## What the exercise asks
Please transcribe exactly the line that holds "Find the location" and all lines that follow it to the end of the records below, omitting any pictures.

Information supplied section start

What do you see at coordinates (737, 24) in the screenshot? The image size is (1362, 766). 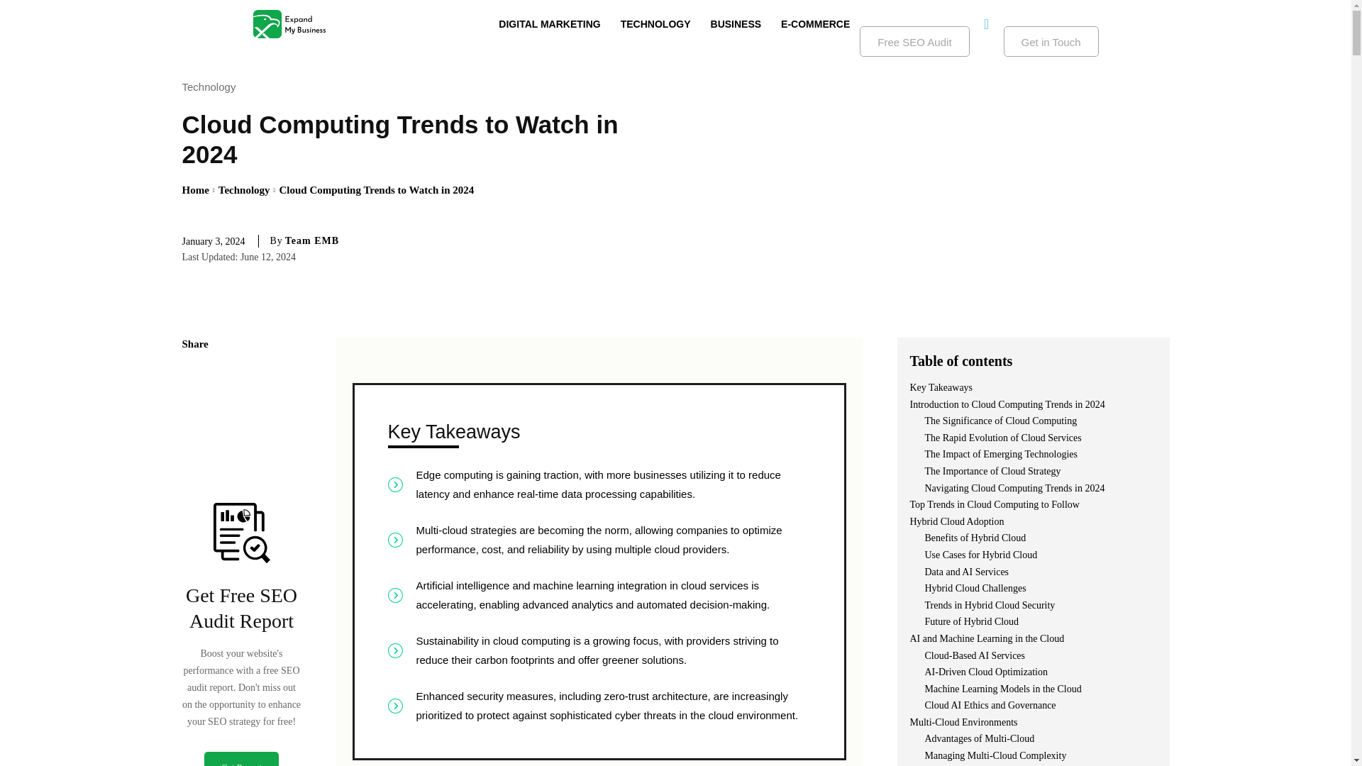 I see `BUSINESS` at bounding box center [737, 24].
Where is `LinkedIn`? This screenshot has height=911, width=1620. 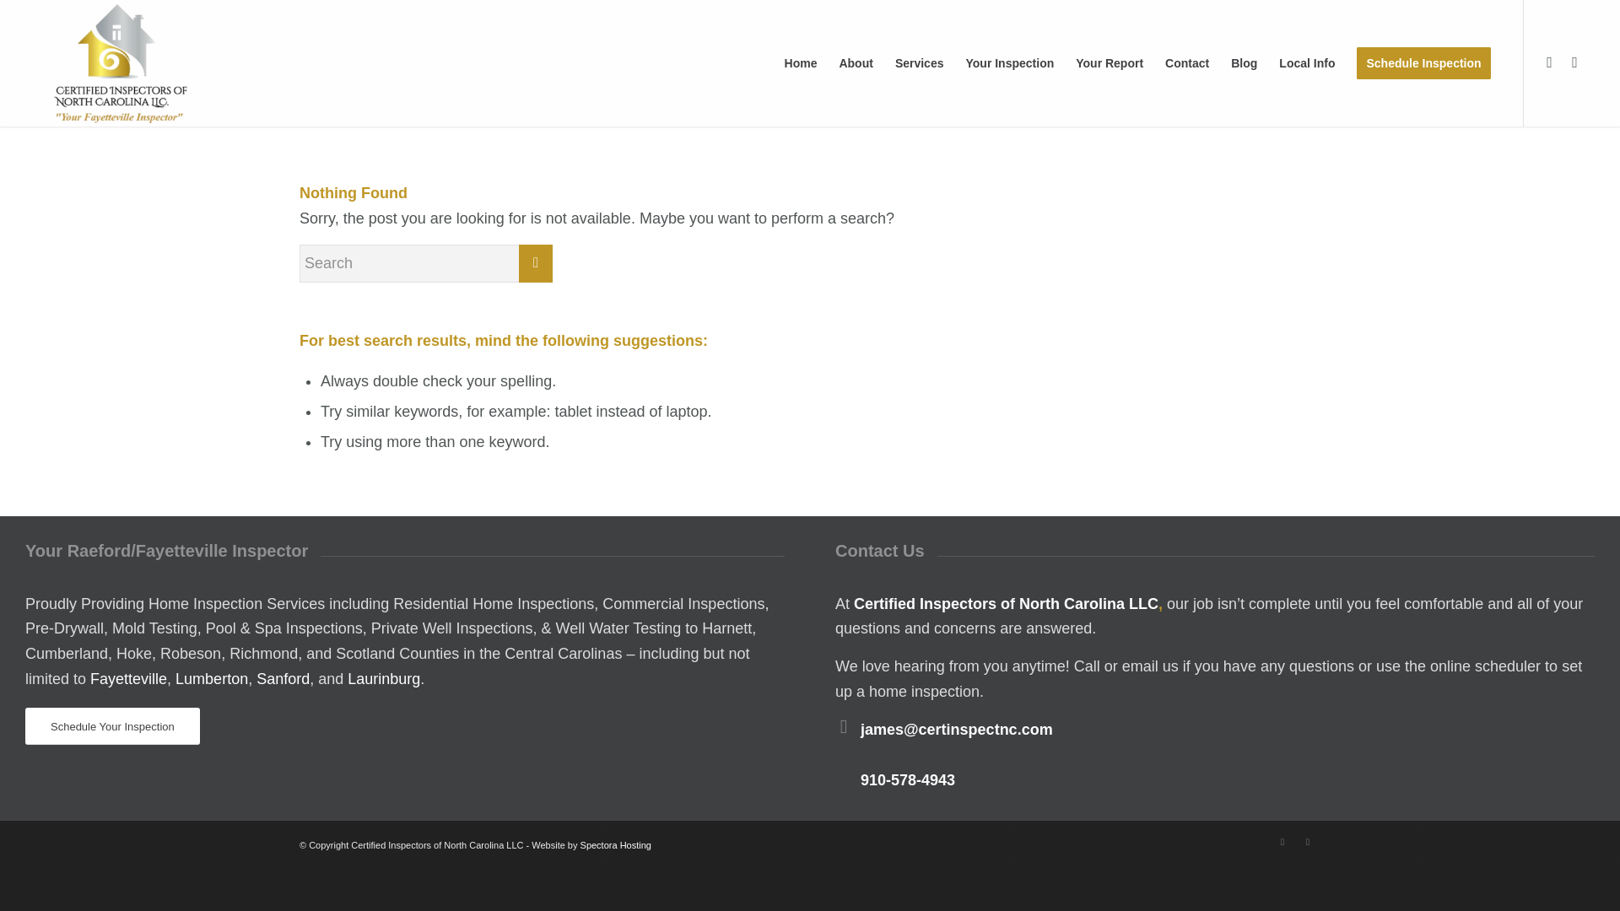
LinkedIn is located at coordinates (1307, 842).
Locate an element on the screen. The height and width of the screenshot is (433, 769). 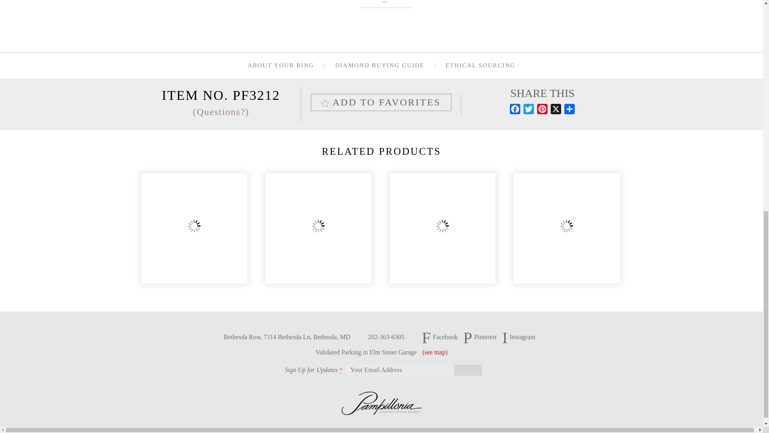
Pinterest is located at coordinates (542, 111).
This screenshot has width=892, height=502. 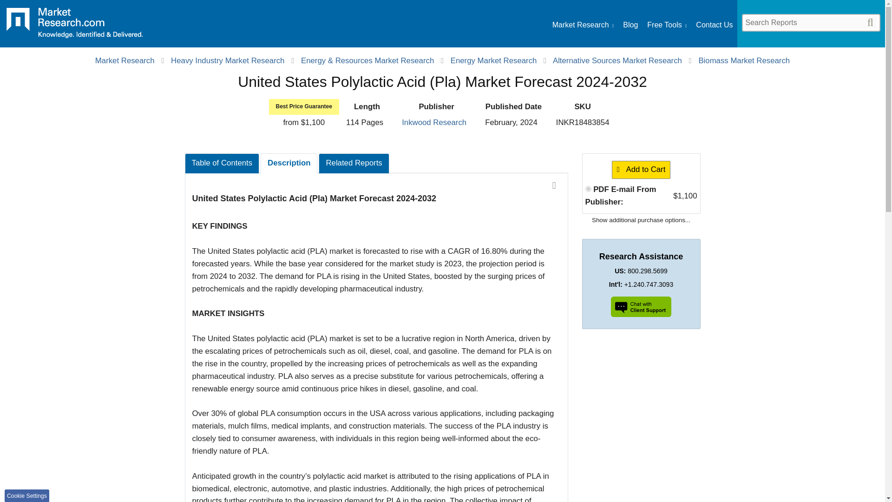 I want to click on Market Research, so click(x=125, y=60).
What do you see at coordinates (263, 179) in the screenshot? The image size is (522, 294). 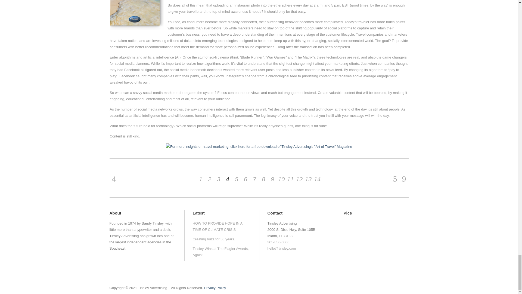 I see `8` at bounding box center [263, 179].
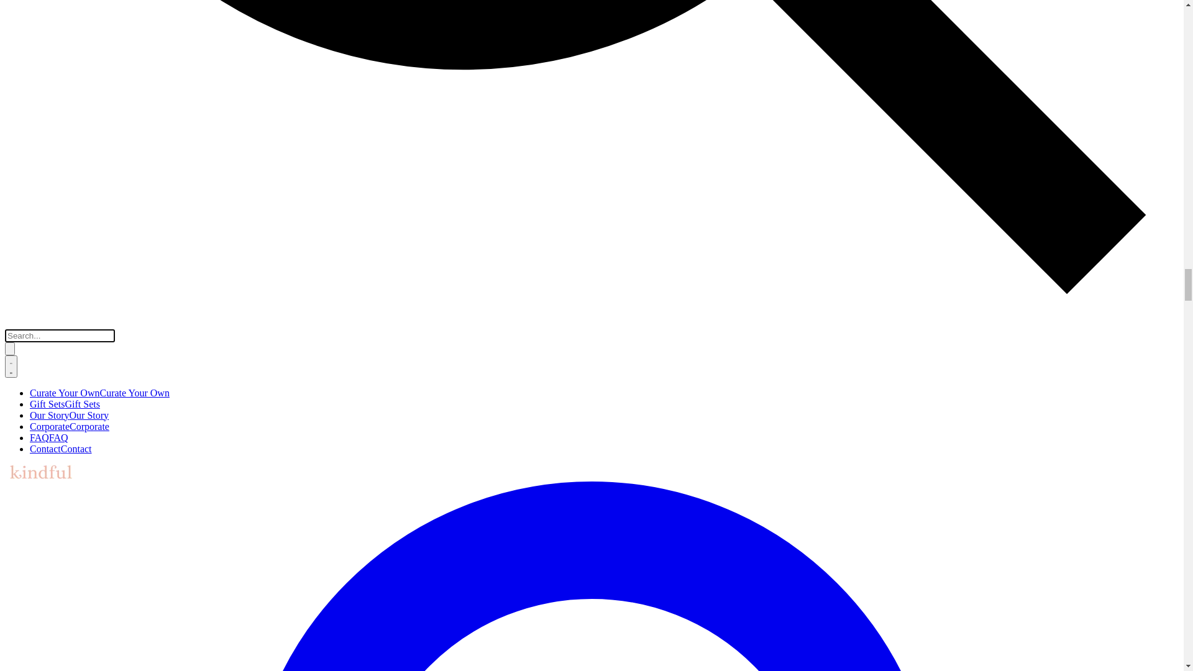 The image size is (1193, 671). What do you see at coordinates (25, 68) in the screenshot?
I see `Corporate` at bounding box center [25, 68].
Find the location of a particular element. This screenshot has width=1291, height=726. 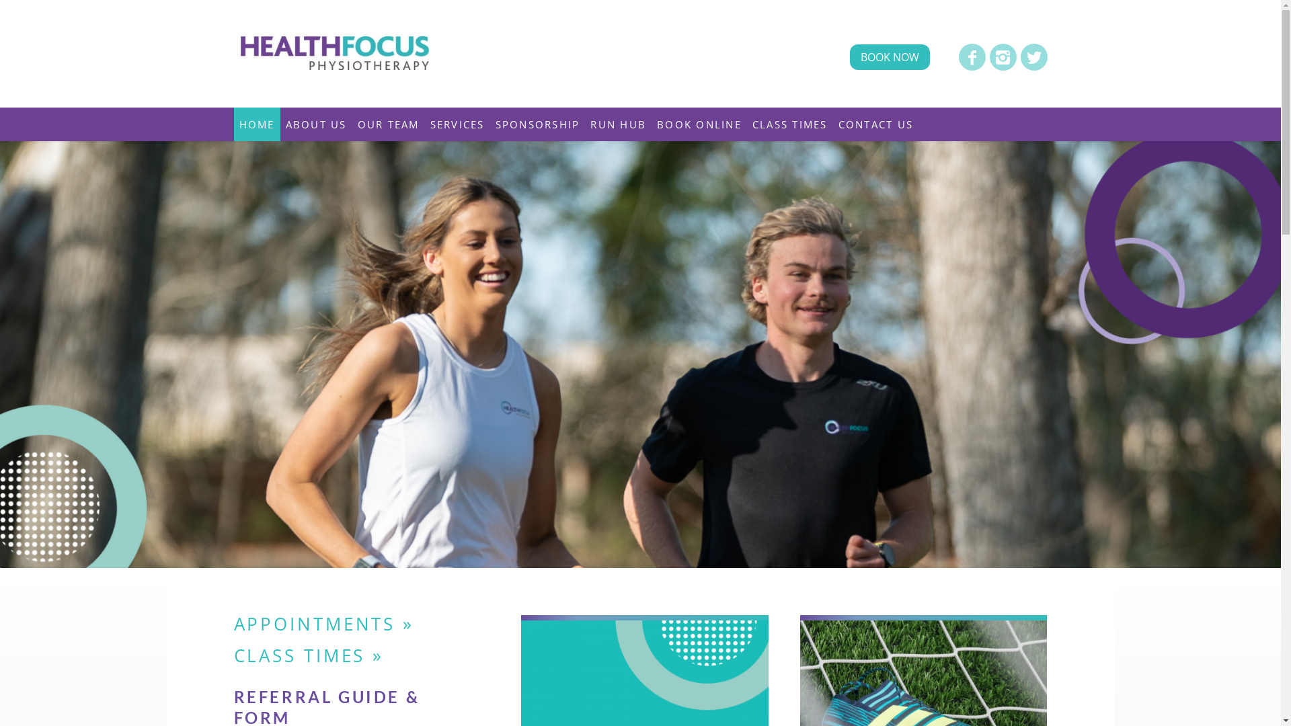

ABOUT US is located at coordinates (316, 124).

Information supplied section end

## Answer box
Find the location of a particular element. This screenshot has width=1291, height=726. 

ABOUT US is located at coordinates (316, 124).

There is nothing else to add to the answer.